- Tuesday, July 4, 2017

A SIMPLE FAVOR

By Darcy Bell

Harper, $25.99, 304 pages

Moms of the world, take a break from blogging and give a thought to murder.

That is the message of this wickedly satirical psychological assessment of two apparently perfect suburban moms and how they made victims of each other. Queen of the flying fingers is Stephanie whose idol in life is Emily, a more glamorous mom who is everything that Stephanie isn’t.

Emily is a fashion executive with a handsome British husband called Sean and an adorable son called Nicky. She and Stephanie are best friends and their sons are best friends. Stephanie is also the mother, as it were, of a blog for marvelous moms who comfort and understand each other and are not always appreciated at home.

After a while, it turns out that the self-effacing Stephanie had a long and torrid incestuous relationship with her brother Chris who was killed in the same car accident as her husband Davis who disliked Chris and evidently for good reason.

Left a widow with a manageable mortgage, Stephanie finds consolation in her friendship with Emily, and when Emily suddenly disappears, she is distraught. She consoles herself by taking care of Emily’s son Nicky as well as her own son, Miles, and not to mention Sean, Emily’s allegedly bereft husband. He doesn’t like her cooking, but he is willing to accept her presence in bed.

This is where the sweet and loving friendship of Emily and Stephanie comes apart, and the book becomes even more interesting. Emily is the wicked one which makes her more interesting, and Stephanie is the naive partner who turns out to have enough backbone to take on Emily.

As the plot moves along, with heavy inserts of mom-isms as Stephanie reached out to moms internationally, Emily becomes the fascinating monster who’s goal in life was not to keep Sean and Nicky happy but to cash in on a multi-million dollar insurance policy that depended on her demise. And then her body is located in a lake in Maine, except it isn’t her body, which any astute reader could have predicted. What almost nobody knew about Emily was that she had an identical twin sister who was into drugs, liquor, men and anything else you might mention.

The meeting between Emily and her departed sister is one of the most interesting chapters in the book as it becomes clear that they are genuinely fond of each other and are also entirely aware of their mutual evil. Emily is prepared to watch her sister die, but only at her own convenience because there is that insurance policy to keep in mind. As well as the insurance agent who has proved to be a bit of a nuisance and has to be disposed of in a convenient car accident.

There is of course the problem of Stephanie who has become reconciled to the fact that her beloved Emily is a monster. What really makes the plot move along is that Stephanie is her own kind of monster, and even worse, she is a bore. The only person who really loved Stephanie was her brother Chris who most likely met his end as a result of the efforts of Stephanie’s cuckolded husband. And while there is no doubt about the fact that Emily is evil, Stephanie becomes more interesting because she maintains to the end her dreadful sugary blog aimed at moms who share her problem of not being appreciated by their husbands or children. Stephanie never gives up.

There is a certain satisfaction in the denouement in which the ice-blooded Emiy discovers that her fate my hinge on a stolen diamond ring which she stole, but feels she earned. And what Emily really cares about is excitement, so she isn’t too upset that that the local police are more tenacious and intelligent than she expected. She starts packing for her next adventure and Stephanie goes on blogging.

You might say, ’here’s to the moms of Stephanie’s world!’

• Muriel Dobbin is a former White House and national political reporter for McClatchy newspapers and the Baltimore Sun.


Which of the lines below include the word "Price"? Pull each one out.

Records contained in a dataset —
***

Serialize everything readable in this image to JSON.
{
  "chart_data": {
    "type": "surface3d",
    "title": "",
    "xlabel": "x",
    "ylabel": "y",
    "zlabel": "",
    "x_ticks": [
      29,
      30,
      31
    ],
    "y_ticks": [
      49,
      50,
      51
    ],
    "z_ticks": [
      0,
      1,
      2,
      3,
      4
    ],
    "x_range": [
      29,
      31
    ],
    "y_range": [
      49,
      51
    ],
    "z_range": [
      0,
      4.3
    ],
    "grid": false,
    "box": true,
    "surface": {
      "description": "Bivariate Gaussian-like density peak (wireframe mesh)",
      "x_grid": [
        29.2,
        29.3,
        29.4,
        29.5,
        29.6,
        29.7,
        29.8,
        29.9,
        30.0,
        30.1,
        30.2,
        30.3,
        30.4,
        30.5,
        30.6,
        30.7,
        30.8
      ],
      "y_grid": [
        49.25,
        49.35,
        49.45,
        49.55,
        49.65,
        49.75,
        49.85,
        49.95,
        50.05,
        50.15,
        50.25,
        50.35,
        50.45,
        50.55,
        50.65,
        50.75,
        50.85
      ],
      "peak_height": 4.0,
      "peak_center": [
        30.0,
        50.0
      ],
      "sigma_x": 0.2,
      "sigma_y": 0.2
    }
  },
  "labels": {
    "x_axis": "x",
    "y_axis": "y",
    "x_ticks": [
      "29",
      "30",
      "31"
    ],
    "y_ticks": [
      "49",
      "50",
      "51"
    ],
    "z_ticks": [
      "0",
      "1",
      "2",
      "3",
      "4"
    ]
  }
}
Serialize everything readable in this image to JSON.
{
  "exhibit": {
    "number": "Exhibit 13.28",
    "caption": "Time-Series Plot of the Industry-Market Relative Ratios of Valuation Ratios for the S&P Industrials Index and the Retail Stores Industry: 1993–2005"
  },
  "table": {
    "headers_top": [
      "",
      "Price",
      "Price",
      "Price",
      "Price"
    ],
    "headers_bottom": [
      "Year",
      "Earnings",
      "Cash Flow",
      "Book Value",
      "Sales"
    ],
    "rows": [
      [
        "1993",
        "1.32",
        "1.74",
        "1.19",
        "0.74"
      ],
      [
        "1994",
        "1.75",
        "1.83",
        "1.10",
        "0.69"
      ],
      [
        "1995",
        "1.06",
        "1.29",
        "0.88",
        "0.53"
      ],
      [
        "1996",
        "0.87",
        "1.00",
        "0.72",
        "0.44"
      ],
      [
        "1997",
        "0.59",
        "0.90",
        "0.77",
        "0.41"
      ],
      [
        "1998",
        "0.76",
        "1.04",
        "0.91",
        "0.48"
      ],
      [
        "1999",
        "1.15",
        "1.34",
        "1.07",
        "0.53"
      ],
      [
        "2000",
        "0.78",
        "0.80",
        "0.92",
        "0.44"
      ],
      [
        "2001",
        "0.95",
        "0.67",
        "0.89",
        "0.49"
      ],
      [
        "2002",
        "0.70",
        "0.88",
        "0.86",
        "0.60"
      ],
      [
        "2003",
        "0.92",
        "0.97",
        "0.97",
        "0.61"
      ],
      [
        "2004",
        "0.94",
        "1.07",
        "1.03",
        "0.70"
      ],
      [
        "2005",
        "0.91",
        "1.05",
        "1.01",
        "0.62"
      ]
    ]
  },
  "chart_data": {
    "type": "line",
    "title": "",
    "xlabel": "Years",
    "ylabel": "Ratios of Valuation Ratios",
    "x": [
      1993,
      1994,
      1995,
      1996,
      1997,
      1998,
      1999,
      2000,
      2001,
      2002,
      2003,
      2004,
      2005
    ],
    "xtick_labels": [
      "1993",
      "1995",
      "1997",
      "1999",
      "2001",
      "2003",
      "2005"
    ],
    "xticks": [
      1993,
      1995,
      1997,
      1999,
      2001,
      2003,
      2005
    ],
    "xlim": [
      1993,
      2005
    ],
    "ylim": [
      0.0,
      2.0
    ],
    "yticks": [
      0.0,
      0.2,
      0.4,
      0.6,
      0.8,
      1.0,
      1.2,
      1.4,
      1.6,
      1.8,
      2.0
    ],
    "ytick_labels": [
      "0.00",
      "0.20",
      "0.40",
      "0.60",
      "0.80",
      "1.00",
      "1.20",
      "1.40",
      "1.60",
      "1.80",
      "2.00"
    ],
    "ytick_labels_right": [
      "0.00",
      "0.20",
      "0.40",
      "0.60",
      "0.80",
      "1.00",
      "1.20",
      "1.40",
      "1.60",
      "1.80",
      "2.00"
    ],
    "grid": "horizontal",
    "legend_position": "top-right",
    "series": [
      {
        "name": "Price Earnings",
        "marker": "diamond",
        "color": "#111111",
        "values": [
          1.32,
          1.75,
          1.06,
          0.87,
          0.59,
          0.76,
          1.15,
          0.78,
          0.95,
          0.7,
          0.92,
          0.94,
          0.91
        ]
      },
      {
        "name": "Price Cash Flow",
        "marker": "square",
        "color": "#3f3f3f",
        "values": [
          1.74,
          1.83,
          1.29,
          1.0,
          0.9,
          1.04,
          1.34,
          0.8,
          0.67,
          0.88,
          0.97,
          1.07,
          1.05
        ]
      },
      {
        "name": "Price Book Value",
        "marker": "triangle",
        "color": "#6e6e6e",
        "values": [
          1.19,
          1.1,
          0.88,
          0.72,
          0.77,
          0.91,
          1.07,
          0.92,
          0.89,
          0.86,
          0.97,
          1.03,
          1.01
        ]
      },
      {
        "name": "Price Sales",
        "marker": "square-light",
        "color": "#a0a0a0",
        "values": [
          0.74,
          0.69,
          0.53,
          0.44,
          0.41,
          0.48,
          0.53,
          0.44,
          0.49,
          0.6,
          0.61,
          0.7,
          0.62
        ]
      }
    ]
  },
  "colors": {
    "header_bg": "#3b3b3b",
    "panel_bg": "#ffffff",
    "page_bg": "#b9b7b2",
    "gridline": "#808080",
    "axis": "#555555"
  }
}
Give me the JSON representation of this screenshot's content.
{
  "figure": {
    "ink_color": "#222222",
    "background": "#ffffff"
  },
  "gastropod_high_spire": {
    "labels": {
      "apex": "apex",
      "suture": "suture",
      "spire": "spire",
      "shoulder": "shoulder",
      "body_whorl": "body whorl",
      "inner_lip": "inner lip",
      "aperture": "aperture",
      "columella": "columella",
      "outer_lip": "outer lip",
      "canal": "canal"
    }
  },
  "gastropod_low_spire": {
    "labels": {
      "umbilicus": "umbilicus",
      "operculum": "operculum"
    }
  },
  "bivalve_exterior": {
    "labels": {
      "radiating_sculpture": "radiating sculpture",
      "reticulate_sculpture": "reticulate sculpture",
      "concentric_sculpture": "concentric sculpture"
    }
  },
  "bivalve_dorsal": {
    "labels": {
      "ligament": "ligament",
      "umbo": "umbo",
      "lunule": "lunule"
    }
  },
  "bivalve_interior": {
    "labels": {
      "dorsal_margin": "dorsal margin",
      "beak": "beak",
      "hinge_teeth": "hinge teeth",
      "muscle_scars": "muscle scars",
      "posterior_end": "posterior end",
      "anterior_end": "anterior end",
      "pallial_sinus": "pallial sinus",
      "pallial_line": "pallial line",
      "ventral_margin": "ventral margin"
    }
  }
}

***

YOUR SOLUTION —
      "Price",
      "Price",
      "Price",
      "Price"
        "name": "Price Earnings",
        "name": "Price Cash Flow",
        "name": "Price Book Value",
        "name": "Price Sales",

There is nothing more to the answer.